Pride of Lucknow Award

Setting the record straight

Veena Talwar Oldenburg, author of Dowry Murder: Reinvestigating a Cultural Whodunit, The Making of Colonial Lucknow and Life Style as Resistance: The Case of the Courtesans of Lucknow is first and foremost a blue blooded Lucknowite.

A post graduate inEuropean History from the University of Lucknow and winner of two gold medals, Veena left Lucknow for the United States in 1970. Recently, Veena was honoured in the city with the Pride of Lucknow Award at the second edition of the Lucknow Literary Festival hosted here by Lucknow Society.

Today, an avid New Yorker, Veena needs little excuse to visit Lucknow. Her present day research is on Gurgaon which makes it easier for her to travel to Lucknow a little more frequently than from New York.

As a scholar Veena’s work is most precious for recording history as told by local people and Indian academics and not only from the point of view of colonialists and British historians. Throughout her scholarly life, Veena has been trying to set the record straight.

She is still looking at the role of the East India Company and how the British snatched for themselves sovereign states by first spreading disgraceful rumours about the rulers. She gets livid when Wajid Ali Shah, the last ruler of Lucknow is called a debauch. Her first work, The Making of Colonial Lucknow outlines colonial urban policy in the capital of the Northern Provinces, keeping in mind the after effects of the 1857 mutiny and the need for cleanliness, safety and security for the British population in the city.

Recalling her childhood in Lucknow, Veena says that those days, so soon after the partition of the Indian sub continent, were peculiar. Many relatives from her maternal side were from Punjab, some of whom had experienced murder and mayhem on the border between India and Pakistan. She overheard stories like somebody managed to save a necklace and was able to buy a house with it in Lucknow.

In Dowry Murder: The Imperial Origins of a Cultural Crime, Veena’s version of the dowry system in India is an eye opener. She gives a historical account of colonial conditions that shape modern understandings of dowry murder in India. Blending together colonial reports with her observations of activists and their work at the women’s organization Saheli, Veena argues that colonialism corrupted the institution of dowry.

The demands made by the groom from the bride at the time of marriage, is not dowry. For dowry used to be voluntary gifts given by the bride’s parents, kin and sometimes by the whole village at the time of marriage, says Veena. The bonhomie and exchange of gifts was reciprocal but the British introduced a masculine economy to diminish the control of women over economic matters.

Laws introduced by the British caused economic upheaval and transformed what was till then a safety net for women, into crime. During her research, she found nothing in the Vedas, the Ramayana, the Mahabharata, the shastras, that says kill your wife if she does not bring you dowry. She defines culture as something dynamic that changes and reinvents itself due to social and economic pressures. There were so many pressures on Indian society during the colonial period that changed many aspects of life here. She defines the colonial period as a time when the Europeans seemed to help Indian women. But her research concludes that the situation of women in society worsened under the

British. She talks of collusion between Indian patriarchy and colonial patriarchy that deprived women of their rights.

The cultural historian who is well traveled says that crimes against women are committed around the world. They may not be called dowry deaths but women are burnt alive in American society too. These are murders and not crimes specific to Indian society. She says that no history of India is complete without recognizing the connection between gender, and the political economy. To find out more, that is what she continues to research and to write so that readers get as objective a picture of the past as it is for a historian of present.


• TASK OBJECTIVE:
Keep the pictures out. Restate the entries below word for word.

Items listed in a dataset

=== Begin Enclosure ===

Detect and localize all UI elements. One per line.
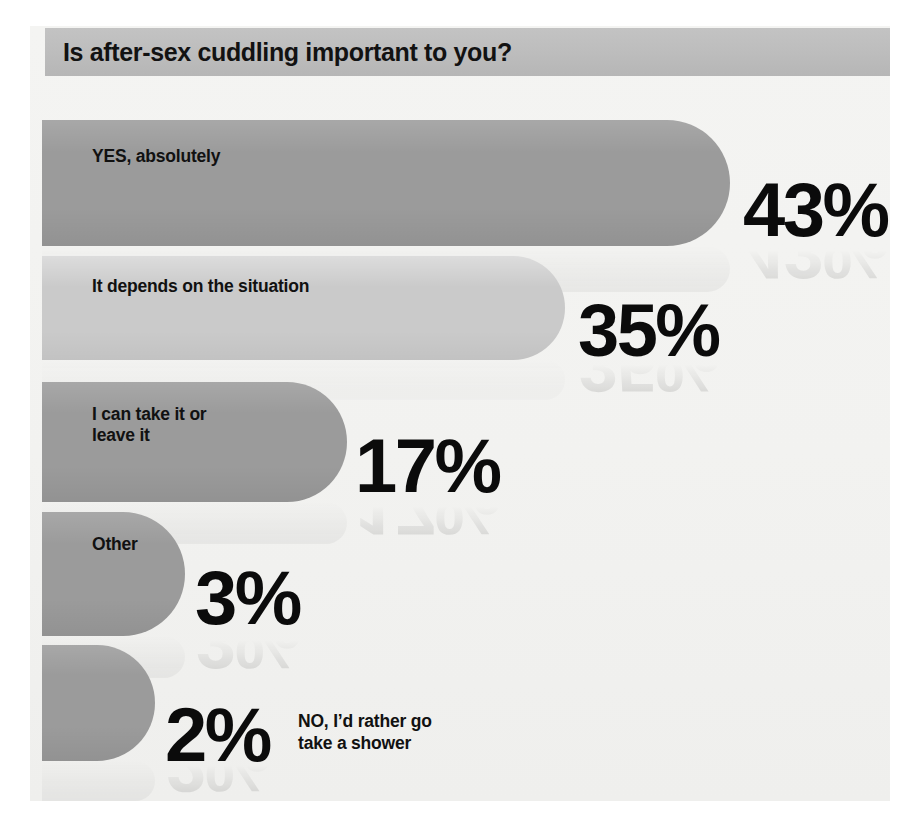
bar-no-rather-shower[interactable] [42,645,155,761]
bar-value-3: 3% [195,560,300,636]
bar-row: YES, absolutely 43% 43% [42,120,890,246]
bar-it-depends[interactable] [42,256,565,360]
bar-row: It depends on the situation 35% 35% [42,256,890,360]
bar-label: YES, absolutely [92,146,220,167]
bar-yes-absolutely[interactable] [42,120,730,246]
bar-label: Other [92,534,138,555]
bar-other[interactable] [42,512,185,636]
bar-row: 2% 2% NO, I’d rather go take a shower [42,645,890,761]
bar-value-2: 2% [165,697,270,773]
bar-label: I can take it or leave it [92,404,206,446]
bar-label: It depends on the situation [92,276,309,297]
bar-row: I can take it or leave it 17% 17% [42,382,890,502]
bar-row: Other 3% 3% [42,512,890,636]
page-title: Is after-sex cuddling important to you? [45,38,512,67]
poll-card: Is after-sex cuddling important to you? … [30,26,890,801]
poll-title-bar: Is after-sex cuddling important to you? [45,28,890,76]
bar-chart: YES, absolutely 43% 43% It depends on th… [42,120,890,800]
bar-value-35: 35% [578,294,719,368]
bar-value-43: 43% [743,172,888,248]
bar-value-17: 17% [355,428,500,504]
bar-label: NO, I’d rather go take a shower [298,711,432,755]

=== End Enclosure ===

• WRITTEN SOLUTION:
Detect and localize all UI elements. One per line.
bar-no-rather-shower[interactable] [42,645,155,761]
bar-value-3: 3% [195,560,300,636]
bar-row: YES, absolutely 43% 43% [42,120,890,246]
bar-it-depends[interactable] [42,256,565,360]
bar-row: It depends on the situation 35% 35% [42,256,890,360]
bar-label: YES, absolutely [92,146,220,167]
bar-yes-absolutely[interactable] [42,120,730,246]
bar-label: Other [92,534,138,555]
bar-other[interactable] [42,512,185,636]
bar-row: 2% 2% NO, I’d rather go take a shower [42,645,890,761]
bar-value-2: 2% [165,697,270,773]
bar-label: I can take it or leave it [92,404,206,446]
bar-label: It depends on the situation [92,276,309,297]
bar-row: I can take it or leave it 17% 17% [42,382,890,502]
bar-row: Other 3% 3% [42,512,890,636]
page-title: Is after-sex cuddling important to you? [45,38,512,67]
poll-card: Is after-sex cuddling important to you? … [30,26,890,801]
poll-title-bar: Is after-sex cuddling important to you? [45,28,890,76]
bar-chart: YES, absolutely 43% 43% It depends on th… [42,120,890,800]
bar-value-35: 35% [578,294,719,368]
bar-value-43: 43% [743,172,888,248]
bar-value-17: 17% [355,428,500,504]
bar-label: NO, I’d rather go take a shower [298,711,432,755]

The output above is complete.